Published on January 6, 2021
This year, many Americans left the places where it was still possible to encounter one another. White-collar workers stopped going downtown, past homeless encampments and to lunch counters with minimum-wage staff. The well-off stopped riding public transit, where in some cities they once sat alongside commuting students and custodial workers. Diners stopped eating in restaurants, where their tips formed the wages of the people who served them.
Americans also stopped broadly sharing libraries, movie theaters, train stations and public school classrooms, the spaces that still created common experience in increasingly unequal communities. Even the D.M.V., with its cross-section of life in a single room, wasn’t that anymore.
Instead, people who could afford it retreated into smaller, more secure worlds during the pandemic. And that has made it harder to see all the inequality that worsened this year: the unemployment that soared even as the stock market did, the eviction threats that grew as home prices hit new highs.
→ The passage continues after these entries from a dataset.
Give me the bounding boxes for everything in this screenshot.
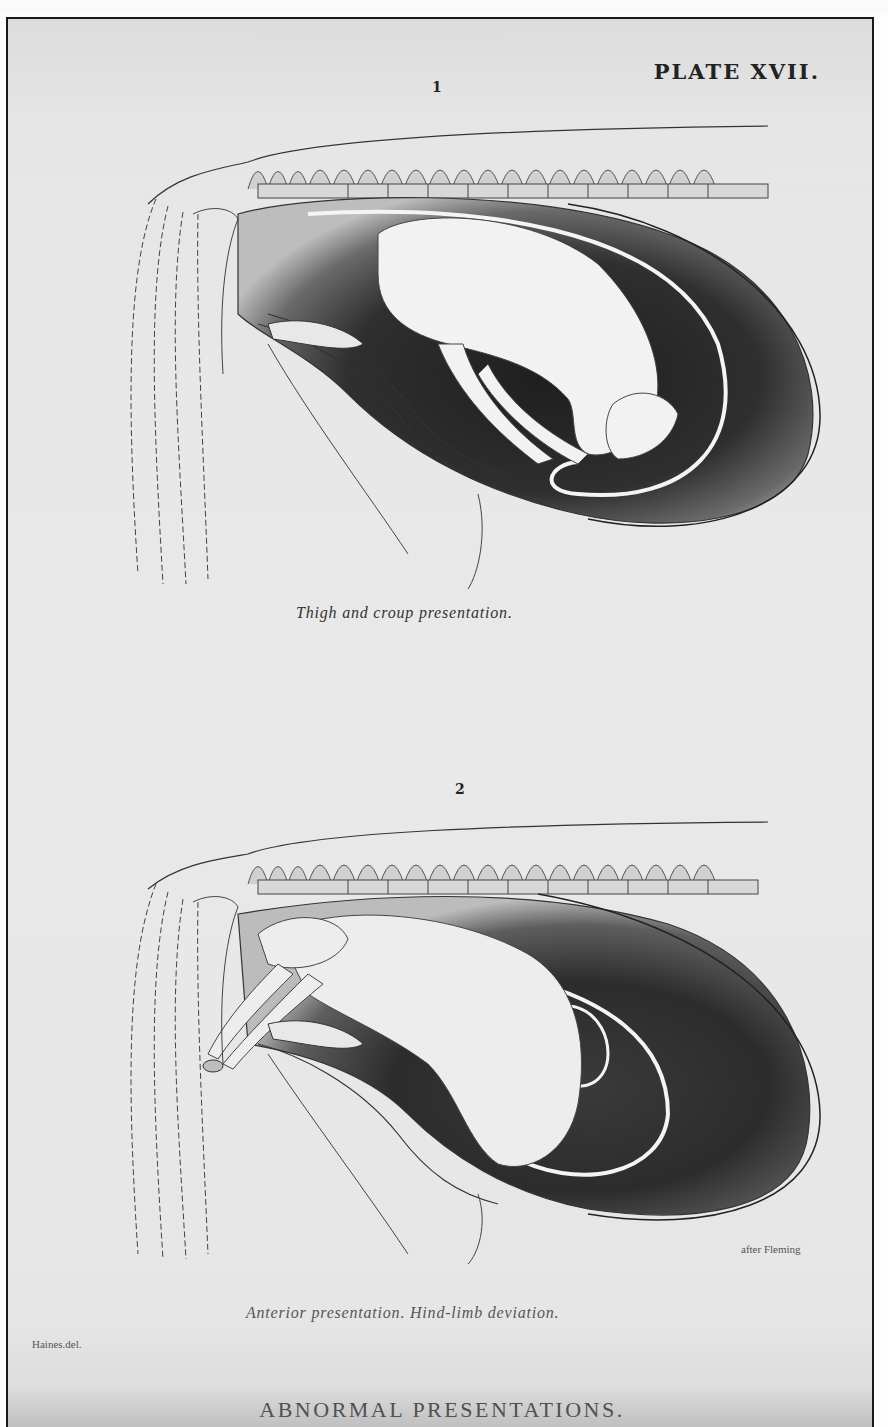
figure-2-source-credit: after Fleming	[741, 1243, 801, 1255]
page-header-strip	[0, 0, 888, 14]
figure-1-illustration	[108, 114, 828, 594]
figure-2-caption: Anterior presentation. Hind-limb deviati…	[246, 1304, 559, 1322]
figure-2-illustration	[108, 814, 828, 1264]
plate-title: PLATE XVII.	[654, 59, 820, 84]
plate-frame: PLATE XVII. 1	[6, 17, 874, 1427]
figure-1-caption: Thigh and croup presentation.	[296, 604, 513, 622]
artist-credit: Haines.del.	[32, 1338, 81, 1350]
plate-footer-title: ABNORMAL PRESENTATIONS.	[8, 1397, 876, 1423]
figure-2-number: 2	[455, 781, 465, 797]
figure-1-number: 1	[432, 79, 442, 95]
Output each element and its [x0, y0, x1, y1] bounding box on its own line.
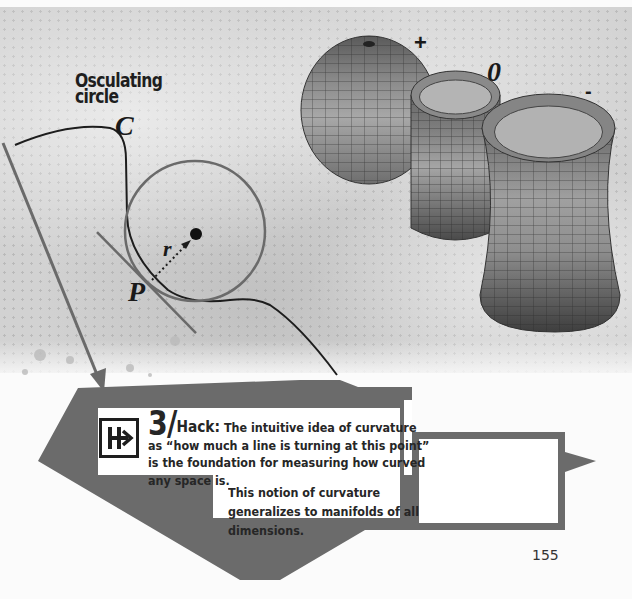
banner-pointer: [565, 452, 596, 472]
pointer-arrow-line: [3, 143, 100, 382]
figure-title: Osculating circle: [75, 72, 162, 104]
hack-arrow-icon: [99, 418, 139, 458]
hack-secondary-paragraph: This notion of curvature generalizes to …: [228, 483, 434, 540]
page-number: 155: [532, 547, 559, 563]
label-zero-curvature: 0: [487, 56, 501, 88]
label-point-p: P: [128, 276, 145, 308]
hack-paragraph: 3/Hack: The intuitive idea of curvature …: [148, 414, 432, 489]
center-point: [190, 228, 202, 240]
label-positive-curvature: +: [414, 30, 427, 56]
label-radius-r: r: [163, 236, 172, 262]
tangent-line: [97, 232, 196, 333]
hack-label: Hack:: [176, 417, 220, 436]
cylinder-surface: [411, 71, 500, 240]
label-negative-curvature: -: [585, 80, 592, 103]
label-curve-c: C: [115, 110, 134, 142]
hyperboloid-surface: [480, 94, 620, 332]
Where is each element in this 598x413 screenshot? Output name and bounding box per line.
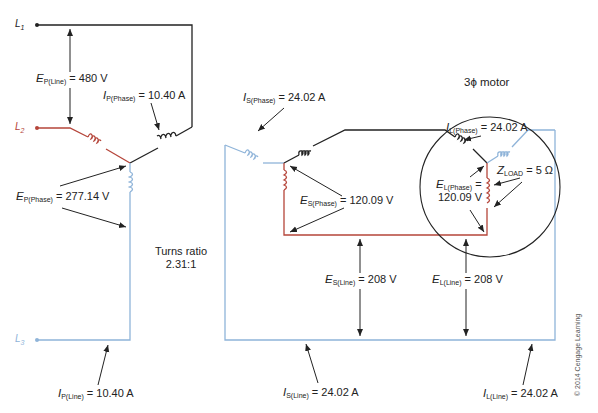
copyright: © 2014 Cengage Learning: [574, 314, 581, 396]
motor-title: 3ϕ motor: [464, 76, 509, 89]
label-es-phase: ES(Phase) = 120.09 V: [300, 194, 393, 210]
secondary-wye-delta: [225, 117, 560, 340]
turns-ratio: Turns ratio 2.31:1: [153, 245, 209, 271]
secondary-arrows: [258, 108, 532, 385]
label-is-phase: IS(Phase) = 24.02 A: [243, 91, 325, 107]
label-es-line: ES(Line) = 208 V: [324, 273, 398, 289]
label-ep-phase: EP(Phase) = 277.14 V: [16, 190, 109, 206]
label-ip-line: IP(Line) = 10.40 A: [58, 387, 134, 403]
circuit-diagram: [0, 0, 598, 413]
terminal-l3: L3: [15, 333, 24, 346]
terminal-l2: L2: [15, 121, 24, 134]
label-el-line: EL(Line) = 208 V: [431, 273, 504, 289]
label-z-load: ZLOAD = 5 Ω: [497, 164, 553, 180]
label-el-phase-value: 120.09 V: [438, 191, 482, 204]
label-il-line: IL(Line) = 24.02 A: [483, 387, 558, 403]
label-il-phase: IL(Phase) = 24.02 A: [446, 121, 527, 137]
label-is-line: IS(Line) = 24.02 A: [283, 386, 359, 402]
terminal-l1: L1: [15, 18, 24, 31]
primary-wye: [35, 23, 192, 342]
label-ip-phase: IP(Phase) = 10.40 A: [103, 89, 185, 105]
label-ep-line: EP(Line) = 480 V: [35, 72, 109, 88]
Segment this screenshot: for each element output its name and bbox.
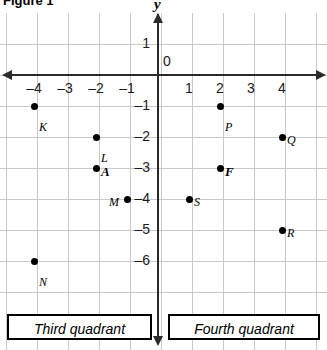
y-axis-arrow-up	[153, 13, 163, 23]
x-tick-label: –2	[83, 80, 109, 96]
gridline-vertical	[99, 13, 100, 350]
gridline-vertical	[130, 13, 131, 350]
data-point-f	[217, 165, 224, 172]
data-point-label-s: S	[194, 195, 200, 210]
data-point-m	[124, 196, 131, 203]
x-axis-arrow-right	[316, 70, 326, 80]
gridline-vertical	[161, 13, 162, 350]
gridline-vertical	[68, 13, 69, 350]
gridline-vertical	[192, 13, 193, 350]
coordinate-plane-figure: Figure 1 y –4–3–2–112341–1–2–3–4–5–60 KL…	[0, 0, 327, 350]
y-tick-label: 1	[124, 35, 150, 51]
y-tick-label: –1	[124, 97, 150, 113]
y-tick-label: –5	[124, 221, 150, 237]
gridline-horizontal	[0, 261, 327, 262]
x-tick-label: 2	[207, 80, 233, 96]
data-point-l	[93, 134, 100, 141]
gridline-horizontal	[0, 137, 327, 138]
figure-title: Figure 1	[3, 0, 54, 8]
y-tick-label: –6	[124, 252, 150, 268]
third-quadrant-caption: Third quadrant	[7, 314, 152, 340]
gridline-horizontal	[0, 199, 327, 200]
gridline-vertical	[316, 13, 317, 350]
y-axis-arrow-down	[153, 336, 163, 346]
x-tick-label: –4	[21, 80, 47, 96]
x-tick-label: 4	[269, 80, 295, 96]
data-point-s	[186, 196, 193, 203]
x-tick-label: –1	[114, 80, 140, 96]
origin-label: 0	[163, 53, 171, 69]
data-point-label-a: A	[101, 164, 110, 180]
data-point-a	[93, 165, 100, 172]
data-point-n	[31, 258, 38, 265]
gridline-horizontal	[0, 106, 327, 107]
fourth-quadrant-caption: Fourth quadrant	[168, 314, 320, 340]
gridline-horizontal	[0, 168, 327, 169]
data-point-label-n: N	[39, 275, 47, 290]
x-tick-label: 3	[238, 80, 264, 96]
gridline-vertical	[37, 13, 38, 350]
gridline-vertical	[285, 13, 286, 350]
x-tick-label: –3	[52, 80, 78, 96]
gridline-vertical	[223, 13, 224, 350]
y-axis-label: y	[154, 0, 161, 13]
data-point-q	[279, 134, 286, 141]
data-point-label-f: F	[225, 164, 234, 180]
data-point-label-k: K	[39, 120, 47, 135]
y-axis	[157, 14, 159, 339]
x-axis	[4, 74, 318, 76]
gridline-vertical	[254, 13, 255, 350]
x-axis-arrow-left	[2, 70, 12, 80]
gridline-horizontal	[0, 44, 327, 45]
data-point-label-q: Q	[287, 133, 296, 148]
x-tick-label: 1	[176, 80, 202, 96]
data-point-k	[31, 103, 38, 110]
gridline-vertical	[6, 13, 7, 350]
y-tick-label: –3	[124, 159, 150, 175]
gridline-horizontal	[0, 292, 327, 293]
data-point-p	[217, 103, 224, 110]
data-point-label-m: M	[109, 195, 119, 210]
data-point-label-p: P	[225, 120, 232, 135]
data-point-r	[279, 227, 286, 234]
y-tick-label: –2	[124, 128, 150, 144]
gridline-horizontal	[0, 230, 327, 231]
data-point-label-r: R	[287, 226, 294, 241]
In another way, however, the inequality already present in the economy became more visible than ever this year. With delivery services, restaurant couriers and personal shopping apps, low-wage workers were now — in far larger numbers — coming right to the doorstep of the well-off. Standing there in masks, their economic precarity was exposed.
There is a tension, though, between the isolation of the well-off and the visible dependence of many of their conveniences on low-wage labor. Stanford historian David Kennedy is deeply pessimistic that real change will emerge from it. The Great Depression created pain more broadly across the economy and lasted a decade, opening a larger political window for reform.
“It’s been a very long time since people across the income spectrum felt that acting in the collective interest was going to be more beneficial than acting in individual interests,” said Margaret O’Mara, a historian at the University of Washington.
In Seattle around her, people were already starting to broach these questions before the pandemic. Young tech workers were enthusiastic early adopters of food delivery services and apps like Uber and Lyft. And there was already a clear dissonance, she said, between the experience of gig workers and the spiraling housing prices and gleaming new construction tied to Seattle’s tech boom.